The Mind of Jesus in His Final Days

For some reason this Holy Week I am constantly being drawn to putting on the mind of Christ. What was Jesus really experiencing as his execution as a common criminal drew closer?

Today’s reading from John tells us that in part Jesus was thinking about betrayal and denial. Sharing a final meal with those whom he loved (and I don’t think the guest list included only men), Jesus realized that Judas would betray him to accord with the scripture about 30 pieces of silver. Jesus realized that the bold and often fickle Peter would melt down when challenged about friendship with him before the cock could crow three times. Betrayal at the hands of others is always painful. It is also very painful when people deny you when the chips are down.

Jesus would be thinking about Lazarus, Mary and Martha. He had visited his dear friends earlier in the week to see how Lazarus was doing. He enjoyed sharing a meal with them. He especially savored Mary’s anointing of his feet. How he dearly loved this family.

He was thinking that he had to leave Bethany, walked over the hill and enter Jerusalem. He had hoped no one would recognize him because he was on the Roman’s most wanted list.

In the words of Isaiah, he pondered his work over the past three years:

Though I thought I had toiled in vain, and for nothing, uselessly, spent my strength, Yet my reward is with the LORD, my recompense is with my God.

He had worked to restore justice. He had preached and lived love, mercy, forgiveness, and non-violence. The 99% of his day heard his message loud and clear but would it have any lasting effect? This is such a common human dilemma that a person such as Thomas Merton had to remind James Forest that justice work is not about results:

Do not depend on the hope of results. When you are doing the sort of work you have taken on, essentially an apostolic work, you may have to face the fact that your work will be apparently worthless and even achieve no result at all, if not perhaps results opposite to what you expect. As you get used to this idea, you start more and more to concentrate not on the results but on the value, the rightness, the truth of the work itself. And there too a great deal has to be gone through, as gradually you struggle less and less for an idea and more and more for specific people. The range tends to narrow down, but it get much more real. In the end, it is the reality of personal relationships that save everything. (http://gazealongtheopenroad.tumblr.com/post/19634597176/letter-from-thomas-merton-to-jim-forest-commonly-known#_=_)  

Mother Teresa knew that discipleship is about perseverance. The results are up to God.

Jesus was thinking about how his dense followers had really not grasped the full import of his message. When the soldiers seized him in the garden one of them resorted to the violence of the sword. Peter was the head dunce. Impetuous by nature he had the habit of tripping over his own tongue. Jesus wondered whether, after his execution, they would finally understand. From the rest of the story, we know that they did once they were anointed by the Spirit of the Risen Christ.

Jesus was afraid, very afraid. When the Romans crucified rebellious Jews along a road near Nazareth when Jesus was a young boy, he saw firsthand what the Romans would do to maintain power and control. His fear really came out in the Garden. He was sweating so profusely that it was as if he were bleeding.

Jesus was thinking about his mother, his brothers, and his disciples. He would soon be leaving them behind. He would see them no more. His mother and brothers had tried to dissuade him from continuing his preaching and healing but Jesus knew what he had to do.

Denial, rejection, betrayal, being misunderstood, wondering whether he had made any difference, loss of contact with loved ones, and fear—the full panoply of negative human emotions. In spite of these overpowering emotions, Jesus kept his eyes on the prize. His final prayer in the Garden showed him submitting to the will of Abba Father.

What does all this teach us? What does the emotional agony of Jesus’ last days say to us as we struggle to make sense of our lives?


• [PROBLEM DETAILS]:
Any image found in the entries is to be skipped; the rest is returned word for word.

• [EXERCISE INPUT]:
++++

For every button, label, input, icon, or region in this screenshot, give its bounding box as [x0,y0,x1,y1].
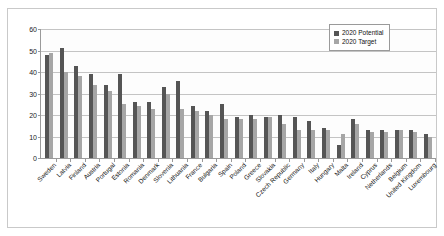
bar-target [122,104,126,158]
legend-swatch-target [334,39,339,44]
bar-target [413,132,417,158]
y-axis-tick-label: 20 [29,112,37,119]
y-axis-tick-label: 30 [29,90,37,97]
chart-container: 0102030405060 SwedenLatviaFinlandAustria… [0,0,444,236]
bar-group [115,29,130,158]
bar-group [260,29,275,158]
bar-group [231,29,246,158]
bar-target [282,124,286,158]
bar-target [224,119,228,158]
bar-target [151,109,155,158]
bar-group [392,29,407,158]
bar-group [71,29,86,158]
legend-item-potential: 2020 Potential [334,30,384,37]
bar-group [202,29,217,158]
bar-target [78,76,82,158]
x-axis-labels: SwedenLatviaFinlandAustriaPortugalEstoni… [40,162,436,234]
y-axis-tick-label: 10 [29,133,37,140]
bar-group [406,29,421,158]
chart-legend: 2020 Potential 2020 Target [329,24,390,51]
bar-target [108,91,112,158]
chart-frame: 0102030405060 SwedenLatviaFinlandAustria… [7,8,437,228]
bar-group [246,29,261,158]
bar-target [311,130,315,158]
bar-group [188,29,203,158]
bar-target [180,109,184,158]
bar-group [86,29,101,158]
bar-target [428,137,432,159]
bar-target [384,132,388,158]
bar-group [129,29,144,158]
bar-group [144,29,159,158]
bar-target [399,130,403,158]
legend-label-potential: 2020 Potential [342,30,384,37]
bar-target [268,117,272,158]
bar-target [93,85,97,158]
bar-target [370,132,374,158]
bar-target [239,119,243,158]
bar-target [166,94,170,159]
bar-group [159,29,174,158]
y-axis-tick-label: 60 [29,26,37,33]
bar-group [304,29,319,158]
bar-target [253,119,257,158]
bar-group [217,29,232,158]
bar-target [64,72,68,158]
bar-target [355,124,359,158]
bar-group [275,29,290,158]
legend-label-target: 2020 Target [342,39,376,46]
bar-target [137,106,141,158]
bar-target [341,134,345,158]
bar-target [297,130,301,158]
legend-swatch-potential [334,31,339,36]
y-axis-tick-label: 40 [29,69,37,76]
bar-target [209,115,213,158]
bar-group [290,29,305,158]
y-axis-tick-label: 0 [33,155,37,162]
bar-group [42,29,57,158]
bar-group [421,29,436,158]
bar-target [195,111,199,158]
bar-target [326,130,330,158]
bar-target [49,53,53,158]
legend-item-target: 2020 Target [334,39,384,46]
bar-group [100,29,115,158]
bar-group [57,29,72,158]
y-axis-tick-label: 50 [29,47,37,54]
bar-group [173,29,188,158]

++++

• [RESPONSE AREA]:
For every button, label, input, icon, or region in this screenshot, give its bounding box as [x0,y0,x1,y1].
bar-target [122,104,126,158]
legend-swatch-target [334,39,339,44]
bar-target [413,132,417,158]
y-axis-tick-label: 20 [29,112,37,119]
y-axis-tick-label: 30 [29,90,37,97]
chart-container: 0102030405060 SwedenLatviaFinlandAustria… [0,0,444,236]
bar-group [115,29,130,158]
bar-group [260,29,275,158]
bar-group [231,29,246,158]
bar-target [282,124,286,158]
bar-target [224,119,228,158]
bar-target [151,109,155,158]
bar-group [392,29,407,158]
bar-group [71,29,86,158]
legend-item-potential: 2020 Potential [334,30,384,37]
bar-group [202,29,217,158]
bar-target [78,76,82,158]
x-axis-labels: SwedenLatviaFinlandAustriaPortugalEstoni… [40,162,436,234]
y-axis-tick-label: 10 [29,133,37,140]
bar-group [406,29,421,158]
chart-legend: 2020 Potential 2020 Target [329,24,390,51]
bar-target [108,91,112,158]
chart-frame: 0102030405060 SwedenLatviaFinlandAustria… [7,8,437,228]
bar-group [246,29,261,158]
bar-target [311,130,315,158]
bar-group [188,29,203,158]
bar-target [180,109,184,158]
bar-group [86,29,101,158]
bar-target [428,137,432,159]
bar-target [384,132,388,158]
bar-group [129,29,144,158]
bar-group [144,29,159,158]
bar-target [399,130,403,158]
legend-label-potential: 2020 Potential [342,30,384,37]
bar-target [268,117,272,158]
bar-target [93,85,97,158]
bar-target [370,132,374,158]
bar-target [239,119,243,158]
bar-target [166,94,170,159]
bar-group [159,29,174,158]
y-axis-tick-label: 60 [29,26,37,33]
bar-group [304,29,319,158]
bar-target [253,119,257,158]
bar-group [217,29,232,158]
bar-target [64,72,68,158]
bar-target [355,124,359,158]
bar-group [275,29,290,158]
legend-label-target: 2020 Target [342,39,376,46]
bar-target [137,106,141,158]
bar-target [341,134,345,158]
bar-target [297,130,301,158]
legend-swatch-potential [334,31,339,36]
y-axis-tick-label: 40 [29,69,37,76]
bar-target [209,115,213,158]
bar-group [290,29,305,158]
y-axis-tick-label: 0 [33,155,37,162]
bar-group [42,29,57,158]
bar-group [421,29,436,158]
bar-target [195,111,199,158]
bar-target [326,130,330,158]
bar-target [49,53,53,158]
legend-item-target: 2020 Target [334,39,384,46]
bar-group [100,29,115,158]
bar-group [57,29,72,158]
y-axis-tick-label: 50 [29,47,37,54]
bar-group [173,29,188,158]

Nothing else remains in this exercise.